Shell Script to Find The Nth Occurrence of a String and Print The Line Number

How to get the line number of nth match?

$ awk '/cat/{c++} c==2{print NR;exit}' file
3

count the cats, print the line number and exit after the required match value.

How to find the nth string's line number, print and store it into a variable in a makefile?

Using read to get data from Make's input seems like a terrible idea. But if you're going to do that, you have to reference the variable in the same shell reads it. That is:

FILENAME = list.txt
initial:
@read choice; \
awk '/PERSON/ && ++n == c {print NR; exit}' c="$$choice" $(FILENAME)

Bash tool to get nth line from a file

head and pipe with tail will be slow for a huge file. I would suggest sed like this:

sed 'NUMq;d' file

Where NUM is the number of the line you want to print; so, for example, sed '10q;d' file to print the 10th line of file.

Explanation:

NUMq will quit immediately when the line number is NUM.

d will delete the line instead of printing it; this is inhibited on the last line because the q causes the rest of the script to be skipped when quitting.

If you have NUM in a variable, you will want to use double quotes instead of single:

sed "${NUM}q;d" file

How to get substring between nth and n+1th occurrence of pipe '|' in shell script

You can use the following command:

Line=3;
awk -v n="$Line" -F'|' 'NR == n {print $5;exit;}' file

Sample Image

This will produce as requested:

r3_c2

if I pass 3 as input

How to determine the line number of the last occurrence of a string in a file using a shell script?

Using awk:

awk '/Fedora/ { ln = FNR } END { print ln }'

Using grep:

grep -n 'Fedora' | tail -n1 | cut -d: -f1

Using the shell (tested in bash only):

unset ln lnr
while read -r; do
((lnr++))
case "$REPLY" in
*Fedora*) ln="$lnr";;
esac
done < grub.cfg
echo $ln

find text in file starting from nth line onwards, using shell script

It would be best to do this entirely in awk since you are already using awk to slice the file.

Example:

tgt="def"
n=3

awk -v tgt="$tgt" -v n="$n" '
BEGIN{flag="false"}
FNR>=n && index($0,tgt){
flag="true"
exit
}
END{print flag}' file

Alternatively, you can make a pipe and then inspect $? to see if grep found your match:

tgt="def"
n=2

tail -n "+$n" file | grep "$tgt" >/dev/null

Now $? will be 0 if the grep finds the pattern and 1 if it is not found. Then you can set a flag like so:

flag="false"
tail -n "+$n" file | grep "$tgt" >/dev/null
[ $? ] && flag="true"

Now flag is set true / false based on the grep. The command tail -n +[some number] file will print the file contents from the absolute line number onward.

For large files, the awk is significantly more efficient since it exits on the first match.


Edit based on update.

The issue is setting a Bash flag to true or false based on a process.

The $? Special Parameter is set based on the exit status of the most recently executed foreground pipeline. So pick your method to slice the file and detect the string and then set the flag in your script based on $? immediately after the pipe. Be aware that testing $? resets $? before it is tested -- so you either need to capture the value of $? before the test or use it in the pipeline itself.

These methods work:

1) Capture $? and test:

awk -v tgt="$tgt" -v n="$n" -v flag=1 '
FNR>=n && index($0,tgt){
flag=0
exit
}
END{ exit flag }
' ./testtext.txt
res=$?
[ $res -eq 1 ] && flagz=false || flagz=true

2) Capture a string result and test that:

res=$(awk -v tgt="$tgt" -v n="$n" -v flag="false" '
FNR>=n && index($0,tgt) {
flag="true"
exit
}
END{ print flag }' ./testtext.txt)

[ $res = "false" ] && flagz=false || flagz=true

3) Use a pipe and test in the pipe:

tail -n "+$n" file | grep "$tgt" >/dev/null && flagz=true || flagz=false 

My preference is 3 for small files and 2 for big files.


=== ABOUT THIS TASK ===
Would you print the records below without changing anything?

Figure record extracts
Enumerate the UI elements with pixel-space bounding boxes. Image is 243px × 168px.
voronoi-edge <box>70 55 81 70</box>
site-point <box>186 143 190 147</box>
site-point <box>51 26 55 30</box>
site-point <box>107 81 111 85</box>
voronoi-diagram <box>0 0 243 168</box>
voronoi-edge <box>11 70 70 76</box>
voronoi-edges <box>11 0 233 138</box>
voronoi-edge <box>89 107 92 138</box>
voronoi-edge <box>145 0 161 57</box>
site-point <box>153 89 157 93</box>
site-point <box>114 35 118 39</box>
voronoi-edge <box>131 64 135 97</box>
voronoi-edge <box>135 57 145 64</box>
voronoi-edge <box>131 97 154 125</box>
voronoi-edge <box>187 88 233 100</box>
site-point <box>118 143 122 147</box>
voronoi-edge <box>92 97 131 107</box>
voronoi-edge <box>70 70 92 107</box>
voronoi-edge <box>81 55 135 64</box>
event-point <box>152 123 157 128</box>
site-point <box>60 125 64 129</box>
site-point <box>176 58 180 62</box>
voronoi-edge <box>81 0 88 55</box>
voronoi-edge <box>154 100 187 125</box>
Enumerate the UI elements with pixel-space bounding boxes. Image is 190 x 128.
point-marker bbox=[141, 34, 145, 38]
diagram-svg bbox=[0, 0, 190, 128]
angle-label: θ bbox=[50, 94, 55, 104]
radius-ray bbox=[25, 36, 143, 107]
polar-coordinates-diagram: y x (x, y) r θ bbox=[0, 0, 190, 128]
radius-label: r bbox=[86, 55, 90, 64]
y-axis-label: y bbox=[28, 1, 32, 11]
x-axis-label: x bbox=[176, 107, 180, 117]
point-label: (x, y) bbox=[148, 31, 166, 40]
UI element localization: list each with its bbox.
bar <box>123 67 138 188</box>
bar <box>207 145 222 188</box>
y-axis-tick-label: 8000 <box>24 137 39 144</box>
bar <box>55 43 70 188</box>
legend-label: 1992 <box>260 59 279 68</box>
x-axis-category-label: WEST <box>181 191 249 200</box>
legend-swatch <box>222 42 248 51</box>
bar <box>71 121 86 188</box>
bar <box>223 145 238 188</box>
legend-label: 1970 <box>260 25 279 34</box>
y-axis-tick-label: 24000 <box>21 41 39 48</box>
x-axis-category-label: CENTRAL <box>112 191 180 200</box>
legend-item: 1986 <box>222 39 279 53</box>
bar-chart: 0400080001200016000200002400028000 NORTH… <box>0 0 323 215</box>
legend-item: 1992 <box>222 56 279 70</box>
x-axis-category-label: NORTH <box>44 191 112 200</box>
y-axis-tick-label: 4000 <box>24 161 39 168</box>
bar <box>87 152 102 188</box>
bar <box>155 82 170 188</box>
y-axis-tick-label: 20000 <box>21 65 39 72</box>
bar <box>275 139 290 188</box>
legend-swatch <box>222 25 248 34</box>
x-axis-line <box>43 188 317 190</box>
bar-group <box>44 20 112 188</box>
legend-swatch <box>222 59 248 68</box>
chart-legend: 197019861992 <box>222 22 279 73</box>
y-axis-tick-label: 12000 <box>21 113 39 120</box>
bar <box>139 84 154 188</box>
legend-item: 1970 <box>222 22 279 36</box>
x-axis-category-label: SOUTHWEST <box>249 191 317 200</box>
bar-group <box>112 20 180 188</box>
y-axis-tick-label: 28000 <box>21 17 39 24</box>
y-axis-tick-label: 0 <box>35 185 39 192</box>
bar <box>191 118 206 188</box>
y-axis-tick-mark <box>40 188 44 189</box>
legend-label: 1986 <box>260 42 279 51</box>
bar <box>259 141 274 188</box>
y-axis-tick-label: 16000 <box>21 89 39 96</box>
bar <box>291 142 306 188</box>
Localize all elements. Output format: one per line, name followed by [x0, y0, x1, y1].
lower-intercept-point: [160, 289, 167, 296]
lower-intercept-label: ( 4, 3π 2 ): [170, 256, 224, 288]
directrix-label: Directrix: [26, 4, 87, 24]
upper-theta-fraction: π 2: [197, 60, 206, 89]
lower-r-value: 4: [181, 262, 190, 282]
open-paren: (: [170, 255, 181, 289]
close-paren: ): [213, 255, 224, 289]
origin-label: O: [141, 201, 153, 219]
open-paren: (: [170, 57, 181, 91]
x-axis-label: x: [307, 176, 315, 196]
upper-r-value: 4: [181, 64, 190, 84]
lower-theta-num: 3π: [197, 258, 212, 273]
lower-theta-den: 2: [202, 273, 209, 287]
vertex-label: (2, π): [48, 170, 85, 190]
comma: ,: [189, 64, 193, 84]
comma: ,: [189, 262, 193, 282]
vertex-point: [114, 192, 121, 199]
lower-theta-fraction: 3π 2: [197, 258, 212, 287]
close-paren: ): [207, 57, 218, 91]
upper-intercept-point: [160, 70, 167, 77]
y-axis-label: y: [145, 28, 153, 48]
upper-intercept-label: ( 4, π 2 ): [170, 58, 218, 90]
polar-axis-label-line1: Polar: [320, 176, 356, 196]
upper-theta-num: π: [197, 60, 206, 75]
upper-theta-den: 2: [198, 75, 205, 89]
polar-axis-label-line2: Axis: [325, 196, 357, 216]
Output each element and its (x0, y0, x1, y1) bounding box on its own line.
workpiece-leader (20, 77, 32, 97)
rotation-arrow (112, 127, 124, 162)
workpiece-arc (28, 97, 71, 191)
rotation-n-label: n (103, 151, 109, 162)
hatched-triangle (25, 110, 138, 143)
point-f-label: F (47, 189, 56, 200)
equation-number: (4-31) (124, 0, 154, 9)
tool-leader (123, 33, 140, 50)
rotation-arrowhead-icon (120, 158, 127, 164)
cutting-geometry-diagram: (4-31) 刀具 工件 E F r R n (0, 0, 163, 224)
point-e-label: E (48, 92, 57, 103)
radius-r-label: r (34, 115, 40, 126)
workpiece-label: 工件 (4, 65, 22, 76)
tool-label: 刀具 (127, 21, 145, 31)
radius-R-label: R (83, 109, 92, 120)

=== RESULT OF THIS EXERCISE ===
Enumerate the UI elements with pixel-space bounding boxes. Image is 243px × 168px.
voronoi-edge <box>70 55 81 70</box>
site-point <box>186 143 190 147</box>
site-point <box>51 26 55 30</box>
site-point <box>107 81 111 85</box>
voronoi-diagram <box>0 0 243 168</box>
voronoi-edge <box>11 70 70 76</box>
voronoi-edges <box>11 0 233 138</box>
voronoi-edge <box>89 107 92 138</box>
voronoi-edge <box>145 0 161 57</box>
site-point <box>153 89 157 93</box>
site-point <box>114 35 118 39</box>
voronoi-edge <box>131 64 135 97</box>
voronoi-edge <box>135 57 145 64</box>
voronoi-edge <box>131 97 154 125</box>
voronoi-edge <box>187 88 233 100</box>
site-point <box>118 143 122 147</box>
voronoi-edge <box>92 97 131 107</box>
voronoi-edge <box>70 70 92 107</box>
voronoi-edge <box>81 55 135 64</box>
event-point <box>152 123 157 128</box>
site-point <box>60 125 64 129</box>
site-point <box>176 58 180 62</box>
voronoi-edge <box>81 0 88 55</box>
voronoi-edge <box>154 100 187 125</box>
Enumerate the UI elements with pixel-space bounding boxes. Image is 190 x 128.
point-marker bbox=[141, 34, 145, 38]
diagram-svg bbox=[0, 0, 190, 128]
angle-label: θ bbox=[50, 94, 55, 104]
radius-ray bbox=[25, 36, 143, 107]
polar-coordinates-diagram: y x (x, y) r θ bbox=[0, 0, 190, 128]
radius-label: r bbox=[86, 55, 90, 64]
y-axis-label: y bbox=[28, 1, 32, 11]
x-axis-label: x bbox=[176, 107, 180, 117]
point-label: (x, y) bbox=[148, 31, 166, 40]
UI element localization: list each with its bbox.
bar <box>123 67 138 188</box>
bar <box>207 145 222 188</box>
y-axis-tick-label: 8000 <box>24 137 39 144</box>
bar <box>55 43 70 188</box>
legend-label: 1992 <box>260 59 279 68</box>
x-axis-category-label: WEST <box>181 191 249 200</box>
legend-swatch <box>222 42 248 51</box>
bar <box>71 121 86 188</box>
bar <box>223 145 238 188</box>
legend-label: 1970 <box>260 25 279 34</box>
y-axis-tick-label: 24000 <box>21 41 39 48</box>
x-axis-category-label: CENTRAL <box>112 191 180 200</box>
legend-item: 1986 <box>222 39 279 53</box>
bar-chart: 0400080001200016000200002400028000 NORTH… <box>0 0 323 215</box>
legend-item: 1992 <box>222 56 279 70</box>
x-axis-category-label: NORTH <box>44 191 112 200</box>
y-axis-tick-label: 4000 <box>24 161 39 168</box>
bar <box>87 152 102 188</box>
bar <box>155 82 170 188</box>
y-axis-tick-label: 20000 <box>21 65 39 72</box>
bar <box>275 139 290 188</box>
legend-swatch <box>222 25 248 34</box>
x-axis-line <box>43 188 317 190</box>
bar-group <box>44 20 112 188</box>
legend-swatch <box>222 59 248 68</box>
chart-legend: 197019861992 <box>222 22 279 73</box>
y-axis-tick-label: 12000 <box>21 113 39 120</box>
bar <box>139 84 154 188</box>
legend-item: 1970 <box>222 22 279 36</box>
x-axis-category-label: SOUTHWEST <box>249 191 317 200</box>
bar-group <box>112 20 180 188</box>
y-axis-tick-label: 28000 <box>21 17 39 24</box>
y-axis-tick-label: 0 <box>35 185 39 192</box>
bar <box>191 118 206 188</box>
y-axis-tick-mark <box>40 188 44 189</box>
legend-label: 1986 <box>260 42 279 51</box>
bar <box>259 141 274 188</box>
y-axis-tick-label: 16000 <box>21 89 39 96</box>
bar <box>291 142 306 188</box>
Localize all elements. Output format: one per line, name followed by [x0, y0, x1, y1].
lower-intercept-point: [160, 289, 167, 296]
lower-intercept-label: ( 4, 3π 2 ): [170, 256, 224, 288]
directrix-label: Directrix: [26, 4, 87, 24]
upper-theta-fraction: π 2: [197, 60, 206, 89]
lower-r-value: 4: [181, 262, 190, 282]
open-paren: (: [170, 255, 181, 289]
close-paren: ): [213, 255, 224, 289]
origin-label: O: [141, 201, 153, 219]
open-paren: (: [170, 57, 181, 91]
x-axis-label: x: [307, 176, 315, 196]
upper-r-value: 4: [181, 64, 190, 84]
lower-theta-num: 3π: [197, 258, 212, 273]
lower-theta-den: 2: [202, 273, 209, 287]
vertex-label: (2, π): [48, 170, 85, 190]
comma: ,: [189, 64, 193, 84]
comma: ,: [189, 262, 193, 282]
vertex-point: [114, 192, 121, 199]
lower-theta-fraction: 3π 2: [197, 258, 212, 287]
close-paren: ): [207, 57, 218, 91]
upper-intercept-point: [160, 70, 167, 77]
y-axis-label: y: [145, 28, 153, 48]
upper-intercept-label: ( 4, π 2 ): [170, 58, 218, 90]
polar-axis-label-line1: Polar: [320, 176, 356, 196]
upper-theta-num: π: [197, 60, 206, 75]
upper-theta-den: 2: [198, 75, 205, 89]
polar-axis-label-line2: Axis: [325, 196, 357, 216]
Output each element and its (x0, y0, x1, y1) bounding box on its own line.
workpiece-leader (20, 77, 32, 97)
rotation-arrow (112, 127, 124, 162)
workpiece-arc (28, 97, 71, 191)
rotation-n-label: n (103, 151, 109, 162)
hatched-triangle (25, 110, 138, 143)
point-f-label: F (47, 189, 56, 200)
equation-number: (4-31) (124, 0, 154, 9)
tool-leader (123, 33, 140, 50)
rotation-arrowhead-icon (120, 158, 127, 164)
cutting-geometry-diagram: (4-31) 刀具 工件 E F r R n (0, 0, 163, 224)
point-e-label: E (48, 92, 57, 103)
radius-r-label: r (34, 115, 40, 126)
workpiece-label: 工件 (4, 65, 22, 76)
tool-label: 刀具 (127, 21, 145, 31)
radius-R-label: R (83, 109, 92, 120)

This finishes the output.